I don’t say, one bodies the other
One’s spiritual truth;
But I do say it’s hard to lose either,
When you have both.
I’m with you, Philip. After listening to my litany yesterday about how frustrating teaching has become in the age of technology, a colleague asked me why didn’t I retire. A reasonable question given the frustrations I had just catalogued – parents having access to the grades I post on the website, shooting me emails that proliferate like mushrooms while I’m bouncing from meetings to covering detentions or contacting the help desk because the projection wire in one of the rooms where I teach doesn’t work.
Why don’t I retire? Because I don’t want to. I eventually get bored in the summers if I’m not traveling or working on a project. I like interacting with students, instructing them about the bane of unnecessary linking verbs and the sloppiness of the “naked this” — not to mention the fun introducing them to the Wife of Bath or riding with them up the Congo with Marlow as we steam towards Mistah Kurtz.

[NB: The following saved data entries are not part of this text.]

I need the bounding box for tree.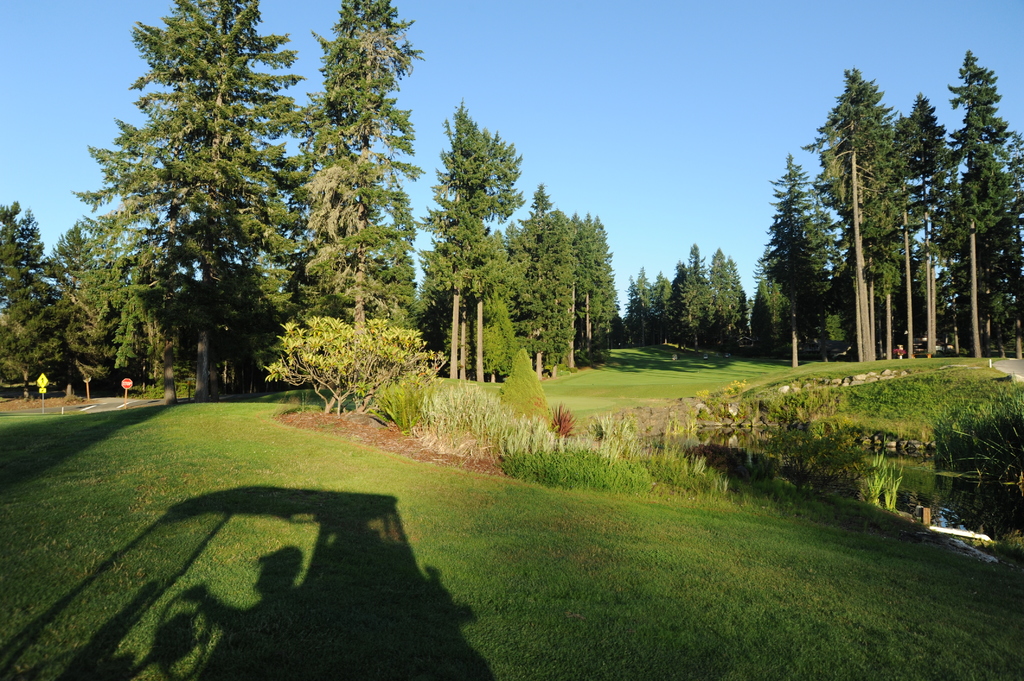
Here it is: [940,50,1016,360].
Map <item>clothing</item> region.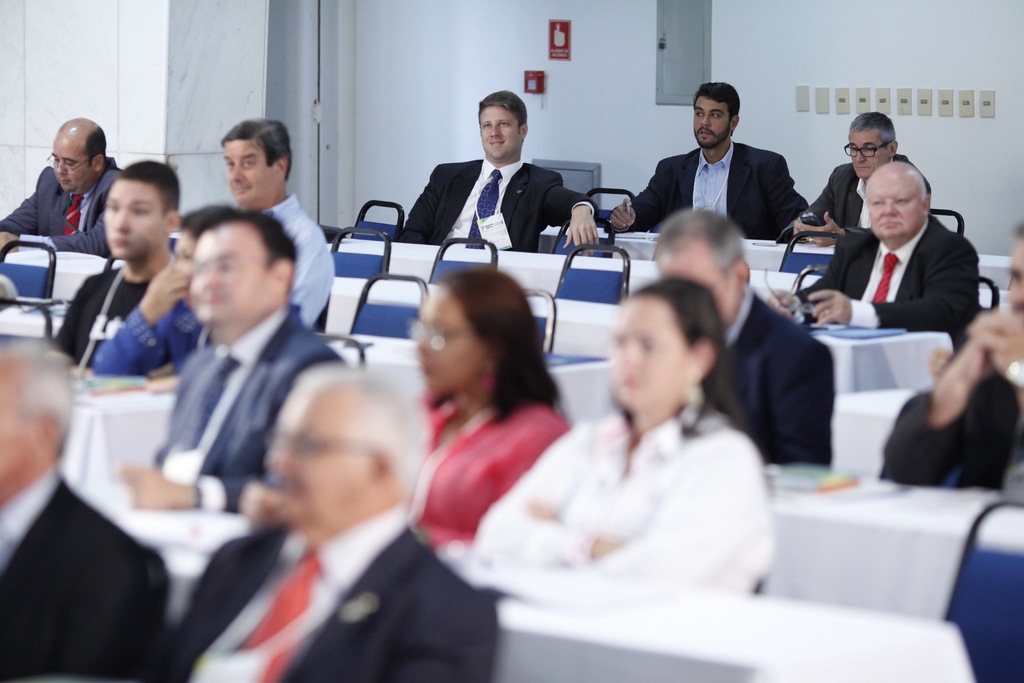
Mapped to [146,300,348,511].
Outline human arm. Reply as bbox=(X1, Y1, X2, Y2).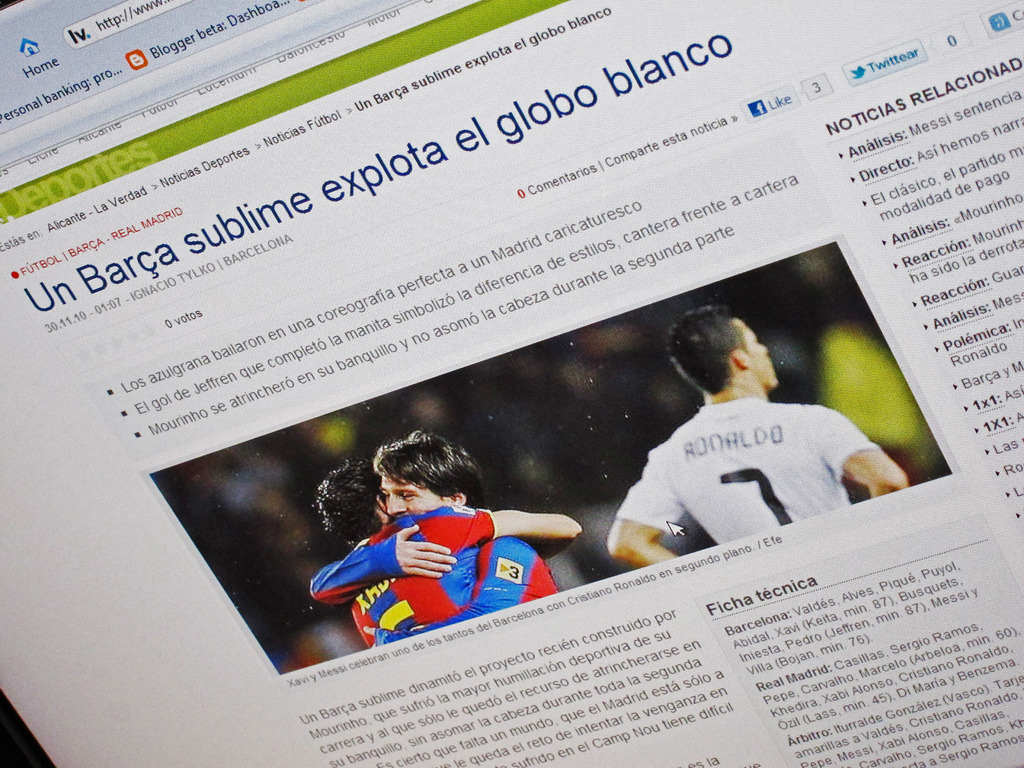
bbox=(809, 403, 912, 500).
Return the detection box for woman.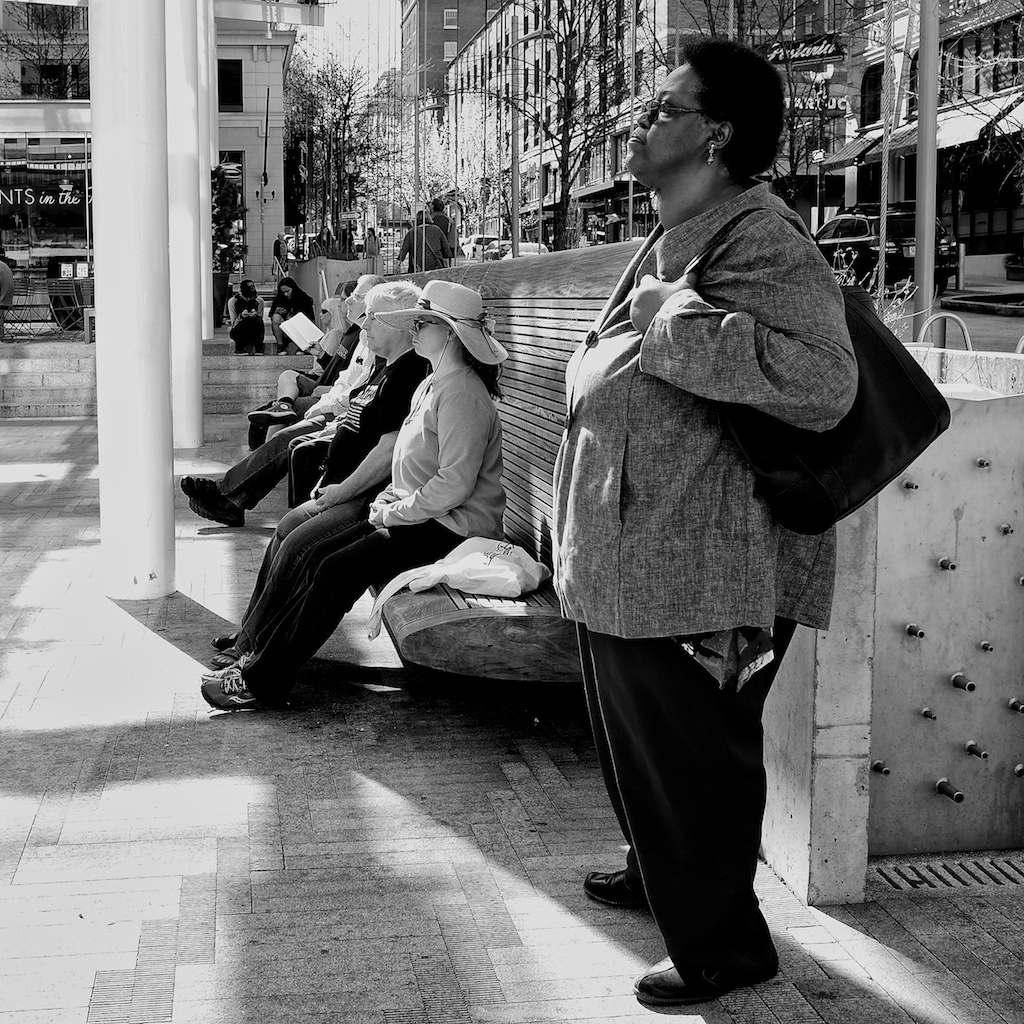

It’s like what Camus says in “The Myth of Sisyphus.” –
I leave Sisyphus at the foot of the mountain! One always finds one’s burden again. But Sisyphus teaches the higher fidelity that negates the gods and raises rocks. He too concludes that all is well. This universe henceforth without a master seems to him neither sterile nor futile. Each atom of that stone, each mineral flake of that night filled mountain, in itself forms a world. The struggle itself toward the heights is enough to fill a man’s heart. One must imagine Sisyphus happy.